Principal human rights problems were institutional, legal, and societal discrimination against Arab citizens…

In Israel proper, see the New Israel Fund. For the occupied territories, pay a visit to B’tselem. Prepare to not like what you read.

The question of whether Israel is indispensable to the U.S. or the U.S. is indispensable to Israel is an important one.  The fact is that the U.S. is indispensable to Israel.  The United States would survive without the Jewish state, but Israel would not survive without American support.

Like most Americans, I am glad for that support, which helps to ensure Israeli security.  But when an Israeli prime minister gets the basic relationship backwards I’ve got to wonder what we are doing wrong.

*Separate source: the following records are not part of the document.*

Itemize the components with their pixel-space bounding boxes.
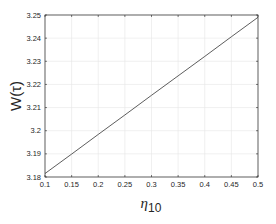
line-chart: 0.10.150.20.250.30.350.40.450.5 3.183.19… bbox=[0, 0, 276, 224]
x-tick-label: 0.5 bbox=[253, 180, 263, 189]
grid-lines bbox=[45, 15, 258, 177]
x-axis-label-subscript: 10 bbox=[148, 201, 162, 215]
x-tick-label: 0.35 bbox=[171, 180, 186, 189]
y-axis-label: W(τ) bbox=[7, 81, 24, 111]
y-tick-label: 3.22 bbox=[26, 80, 41, 89]
x-tick-label: 0.4 bbox=[200, 180, 210, 189]
y-tick-label: 3.21 bbox=[26, 103, 41, 112]
x-tick-label: 0.1 bbox=[40, 180, 50, 189]
y-tick-label: 3.2 bbox=[31, 126, 41, 135]
y-axis-ticks: 3.183.193.23.213.223.233.243.25 bbox=[26, 11, 258, 182]
x-tick-label: 0.3 bbox=[146, 180, 156, 189]
y-tick-label: 3.23 bbox=[26, 57, 41, 66]
y-tick-label: 3.25 bbox=[26, 11, 41, 20]
x-tick-label: 0.25 bbox=[118, 180, 133, 189]
y-tick-label: 3.19 bbox=[26, 149, 41, 158]
x-tick-label: 0.45 bbox=[224, 180, 239, 189]
y-tick-label: 3.24 bbox=[26, 34, 41, 43]
x-axis-label-base: η bbox=[141, 195, 148, 211]
x-axis-label: η10 bbox=[141, 195, 162, 215]
x-tick-label: 0.15 bbox=[64, 180, 79, 189]
y-tick-label: 3.18 bbox=[26, 173, 41, 182]
x-tick-label: 0.2 bbox=[93, 180, 103, 189]
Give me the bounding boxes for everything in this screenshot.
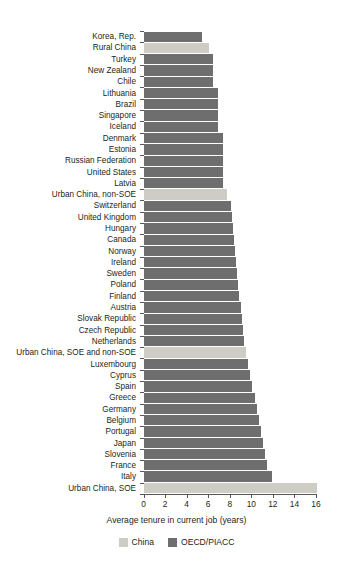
bar-sweden — [144, 268, 238, 278]
category-tick — [140, 438, 144, 439]
bar-row — [144, 110, 317, 121]
bar-rural-china — [144, 43, 210, 53]
category-tick — [140, 155, 144, 156]
bar-united-states — [144, 167, 224, 177]
bar-slovenia — [144, 449, 266, 459]
bar-belgium — [144, 415, 259, 425]
category-tick — [140, 167, 144, 168]
bar-row — [144, 268, 317, 279]
bar-portugal — [144, 426, 262, 436]
category-tick — [140, 358, 144, 359]
category-label: Poland — [111, 280, 137, 289]
x-tick — [316, 494, 317, 498]
legend-swatch-china-icon — [119, 538, 128, 547]
bar-row — [144, 426, 317, 437]
category-label: Portugal — [106, 427, 137, 436]
bar-rows — [144, 31, 317, 494]
category-label: Urban China, SOE and non-SOE — [16, 348, 136, 357]
category-tick — [140, 212, 144, 213]
bar-row — [144, 358, 317, 369]
category-label: Austria — [111, 303, 136, 312]
bar-urban-china-non-soe — [144, 189, 227, 199]
bar-lithuania — [144, 88, 218, 98]
bar-row — [144, 290, 317, 301]
x-tick — [165, 494, 166, 498]
bar-czech-republic — [144, 325, 243, 335]
category-label: United Kingdom — [78, 213, 136, 222]
bar-row — [144, 121, 317, 132]
category-tick — [140, 31, 144, 32]
bar-row — [144, 189, 317, 200]
bar-brazil — [144, 99, 218, 109]
category-axis-labels: Korea, Rep.Rural ChinaTurkeyNew ZealandC… — [0, 31, 140, 494]
category-tick — [140, 133, 144, 134]
x-tick-label: 16 — [311, 499, 320, 509]
bar-row — [144, 245, 317, 256]
chart-legend: China OECD/PIACC — [0, 537, 353, 547]
bar-singapore — [144, 110, 218, 120]
category-label: Korea, Rep. — [92, 32, 136, 41]
category-tick — [140, 223, 144, 224]
category-tick — [140, 404, 144, 405]
bar-row — [144, 155, 317, 166]
category-tick — [140, 302, 144, 303]
bar-row — [144, 448, 317, 459]
category-tick — [140, 313, 144, 314]
category-tick — [140, 291, 144, 292]
legend-label-china: China — [132, 537, 154, 547]
category-label: Switzerland — [94, 201, 136, 210]
category-tick — [140, 110, 144, 111]
category-tick — [140, 42, 144, 43]
category-label: Czech Republic — [79, 326, 136, 335]
category-tick — [140, 426, 144, 427]
category-tick — [140, 460, 144, 461]
bar-united-kingdom — [144, 212, 232, 222]
bar-row — [144, 234, 317, 245]
category-label: Denmark — [103, 134, 136, 143]
bar-row — [144, 313, 317, 324]
category-label: Cyprus — [110, 371, 136, 380]
bar-row — [144, 482, 317, 493]
x-tick — [187, 494, 188, 498]
bar-row — [144, 347, 317, 358]
bar-row — [144, 99, 317, 110]
bar-row — [144, 336, 317, 347]
category-tick — [140, 325, 144, 326]
category-tick — [140, 268, 144, 269]
bar-turkey — [144, 54, 213, 64]
category-label: Sweden — [106, 269, 136, 278]
bar-row — [144, 471, 317, 482]
category-label: France — [111, 461, 136, 470]
category-label: Urban China, SOE — [68, 484, 136, 493]
bar-row — [144, 460, 317, 471]
category-tick — [140, 54, 144, 55]
bar-new-zealand — [144, 65, 213, 75]
category-label: Turkey — [111, 55, 136, 64]
bar-row — [144, 302, 317, 313]
bar-korea-rep — [144, 32, 202, 42]
legend-label-oecd: OECD/PIACC — [181, 537, 234, 547]
bar-russian-federation — [144, 156, 224, 166]
bar-row — [144, 369, 317, 380]
x-tick-label: 8 — [227, 499, 232, 509]
bar-row — [144, 87, 317, 98]
x-tick — [230, 494, 231, 498]
category-tick — [140, 65, 144, 66]
bar-denmark — [144, 133, 224, 143]
category-tick — [140, 246, 144, 247]
category-label: Netherlands — [92, 337, 136, 346]
bar-row — [144, 381, 317, 392]
category-tick — [140, 76, 144, 77]
x-tick-label: 6 — [206, 499, 211, 509]
x-tick-label: 4 — [184, 499, 189, 509]
x-tick-label: 0 — [141, 499, 146, 509]
category-label: Spain — [115, 382, 136, 391]
category-tick — [140, 392, 144, 393]
bar-netherlands — [144, 336, 244, 346]
bar-row — [144, 324, 317, 335]
x-tick — [294, 494, 295, 498]
bar-row — [144, 133, 317, 144]
bar-row — [144, 437, 317, 448]
category-label: Germany — [102, 405, 136, 414]
category-tick — [140, 234, 144, 235]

The answer is too much support and not enough questioning.  President Obama did well last week to make clearer what everyone (including Israeli prime ministers before Netanyahu) has always assumed:  that a peace settlement would include 1967 borders with land swaps.  Putting Netanyahu on the spot was far better than conspiring with him, as Aaron David Miller would have preferred.

I’ll be listening today for what Netanyahu has to say about his vision for a peace settlement between Israel and Palestine.  I hope it proves better than what I expect.